You can use any software to monitor logs. At Omise we use Graylog. This software can centrally collect logs from distributed applications, parse and extract data from log messages, as well as, identify the problem and trigger alerts when suspected content is found. Since it is open source, we can develop and contribute our improvement back to the community.

A general overview of Omise Graylog infrastructure:

We added a rule to Graylog pipeline to process logs in streams. A pipeline is processing steps applied to streams. So you can categorize your logs with streams, evaluate though pipeline, and trigger alerts.

The example of the rule to capture an open session as following:

rule “session opened for”
when
(has_field(“application_name”) && ($message.application_name == “su” || $message.application_name == “sshd” || $message.application_name == “sudo”)) &&
contains(to_string($message.message), “session opened”)
then
let fields = regex(“session opened for user (.+) by([^\p{Punct}]+)”, to_string($message.message), [“session_opened_for”, “session_opened_by”]);
set_fields(fields);
end

This pipeline rule will add a name of user who trying to open a session. Please also note that Graylog is built on the Java, so you can use Java regular expression syntax on pipeline rule, too.
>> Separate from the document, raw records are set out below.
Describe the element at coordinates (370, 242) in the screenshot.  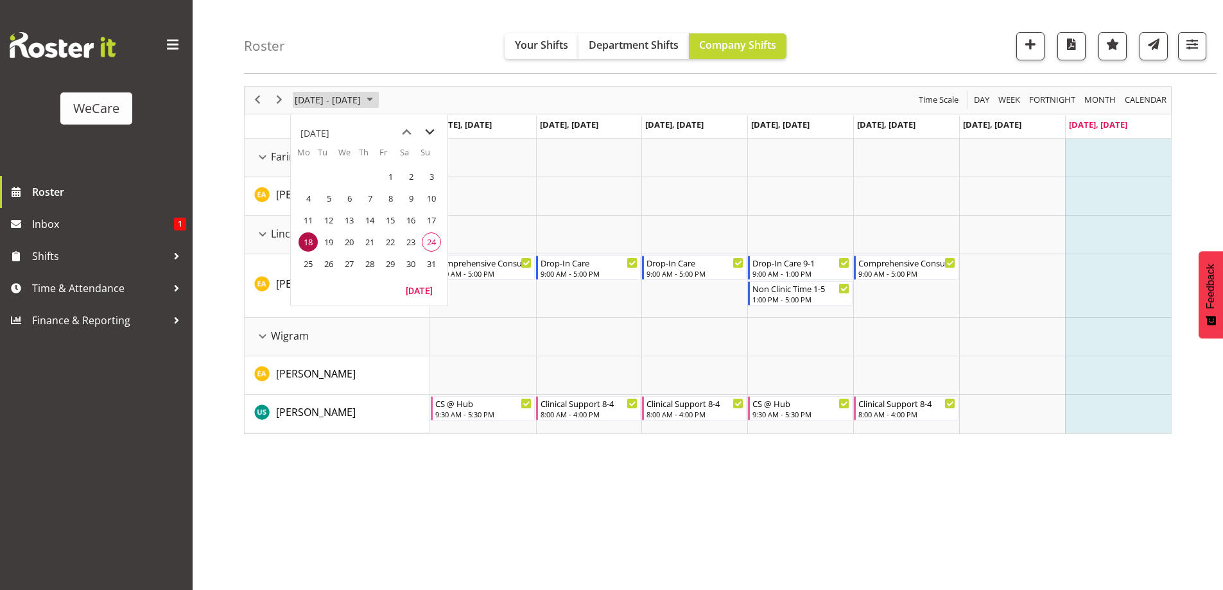
I see `span: Thursday, August 21, 2025` at that location.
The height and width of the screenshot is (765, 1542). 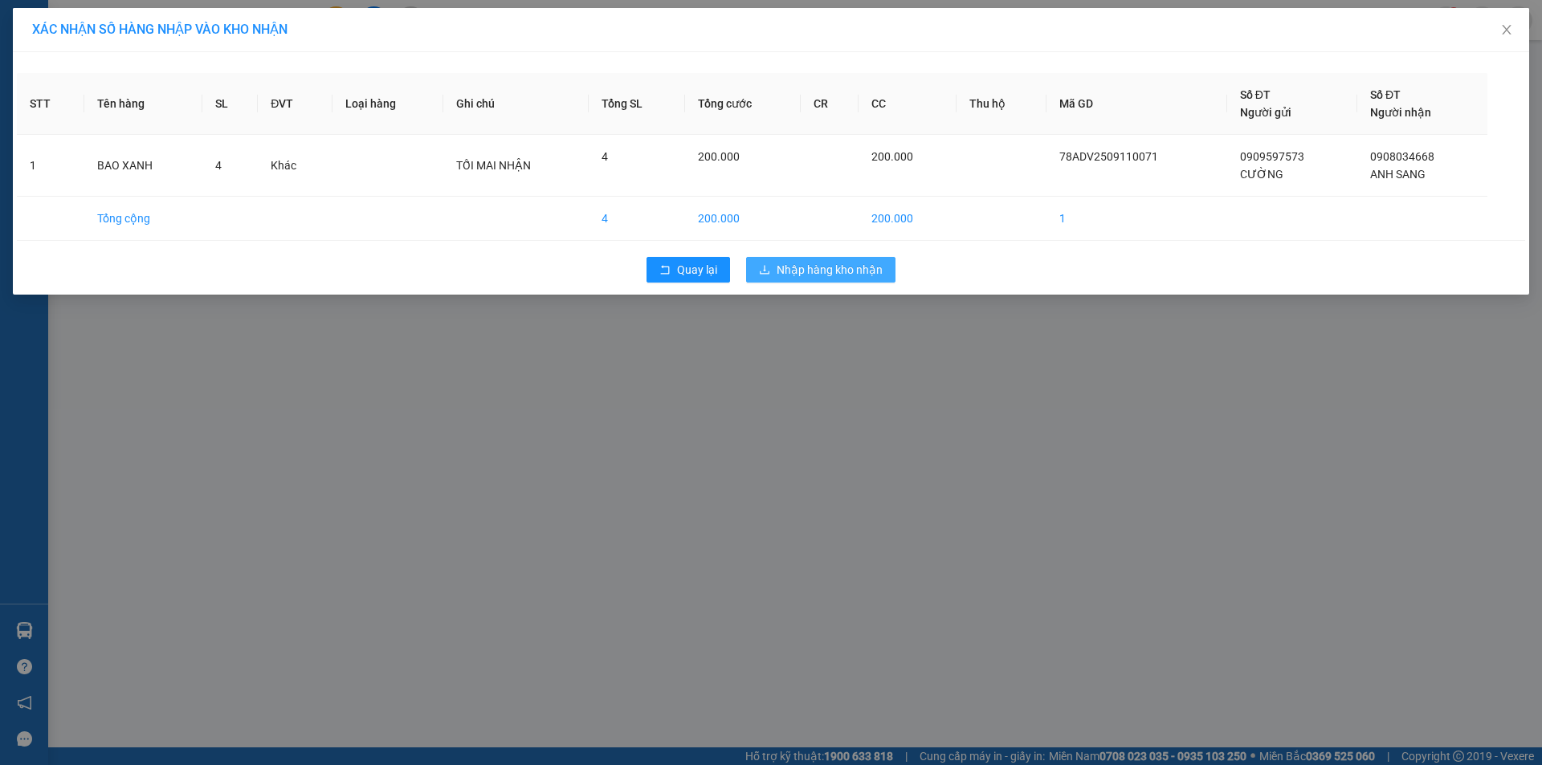 What do you see at coordinates (821, 270) in the screenshot?
I see `button: downloadNhập hàng kho nhận` at bounding box center [821, 270].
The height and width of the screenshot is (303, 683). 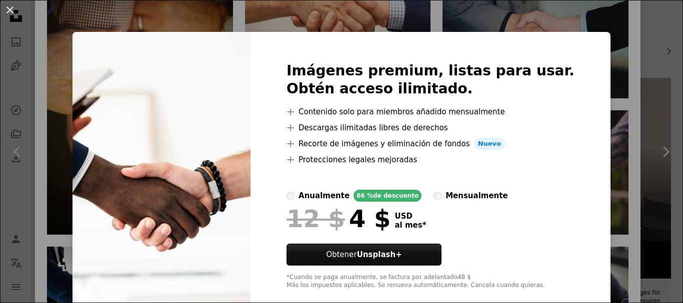 I want to click on li: Contenido solo para miembros añadido mensualmente, so click(x=430, y=112).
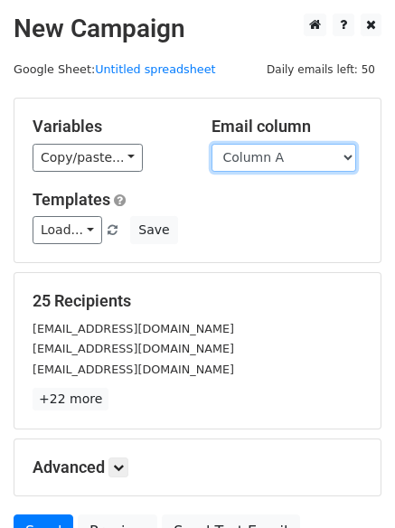 The image size is (395, 528). Describe the element at coordinates (197, 301) in the screenshot. I see `h5: 25 Recipients` at that location.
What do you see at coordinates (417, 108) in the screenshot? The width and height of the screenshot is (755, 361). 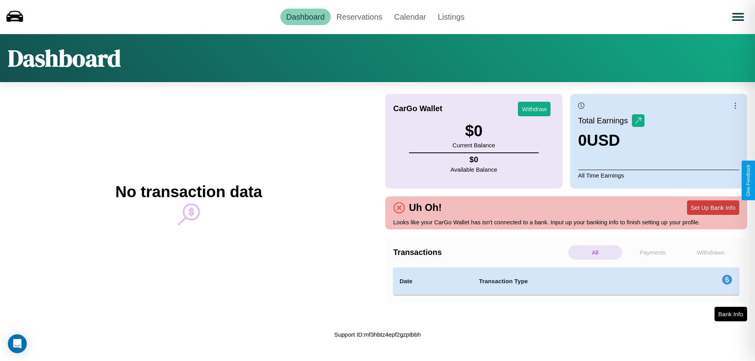 I see `h4: CarGo Wallet` at bounding box center [417, 108].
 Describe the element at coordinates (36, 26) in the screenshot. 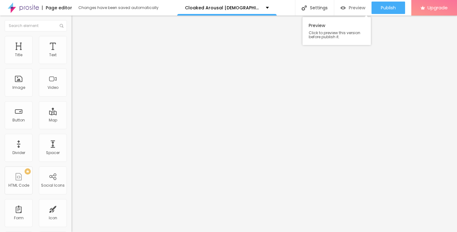

I see `input: Search element` at that location.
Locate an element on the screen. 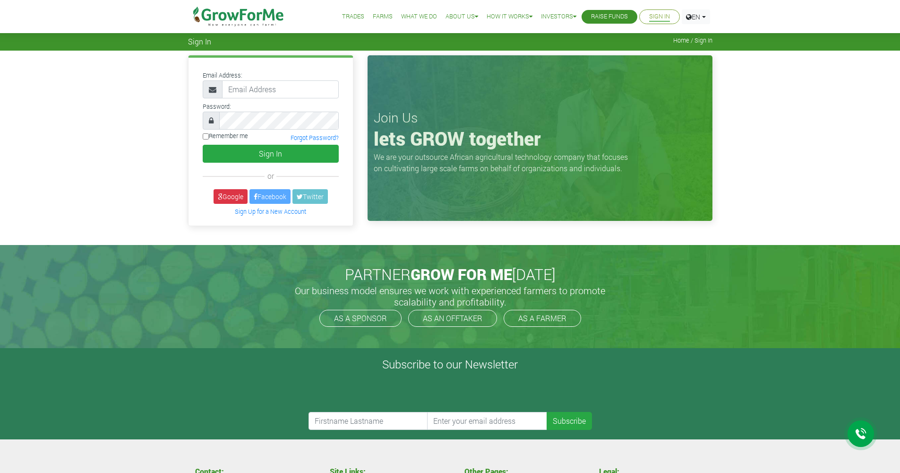 Image resolution: width=900 pixels, height=473 pixels. a: AS AN OFFTAKER is located at coordinates (453, 318).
3. When something unusual is suspected, send a message to the related person via Slack.

We use Slack for real-time notifications to send an interactive message to the destined users. After a log was analyzed from a step above, we configured Graylog to send notification to Slack. However, if we just send an alert to Slack channel, how long will the team notice a problem? And who will be responsible for that problem?

We solve this problem by using a name of person who attempts to open a session and mentioning this person on Slack. To know if the person is actually responsible of the issue, follow the steps below.

4. If the person performs an action, then, they need to acknowledge it on slack.

So we added an <em>Acknowledge</em> button to the interactive message. The interactive messages ensure us not to miss anything. When the mentioned person receives an alert, he replies the bot by clicking on <em>Acknowledge</em> button and the bot will update the message with the name of user who clicks on the button. The security team will know that this alert message is not triggered from intruders and by whom the issue is being taken care.

5. If they don’t, they need to let the security team know.

Security is hot. We cannot sit and wait until it becomes our nature. The first person who needs to cool it down is the person who is accountable for trying to do something. If the person finds out that he is not the one who does a bad thing or someone takes his account, he needs to click a <em>It is not me!!</em> button. The bot will send a notification to security team immediately.

How does it look?

To solve this problem, we decided to create our own Graylog Slack plugin. The plugin can mention the person who is found on logs, add link back to logs, and add <em>Acknowledge</em> button to the message. Download our plugin here.

Our example case and final result:

  1. Siri executed a <em>sudo</em> command on <em>xg1esha</em> server.
  2. Graylog received a message and sent the alert message to Slack.
  3. Siri received a Slack notification and clicked <em>Acknowledge</em> button.
  4. Bot updated a message with acknowledged status.
  5. If Siri was not the one who executed it. Siri needed to click <em>It’s not me!!</em> button. Then the security team would take an action and might disable Siri’s account.

Securing your logs.

Graylog supports Syslog inputs with TLS encryption and client/server side authentication. All logs sent to Graylog are encrypted during all times of transit, clients will verify if they are talking to the correct server, and the server will verify if the clients are authorized (via certificates). To avoid detection, this is necessary in order to avoid logs being intercepted and changed. Even within a trusted local network, you would still want to encrypt your logs.

TLS encryption and authentication is a built-in feature of Rsyslog and Syslog-ng. If you use other systems, such as JournalD, you will need to rely of GELF or other inputs.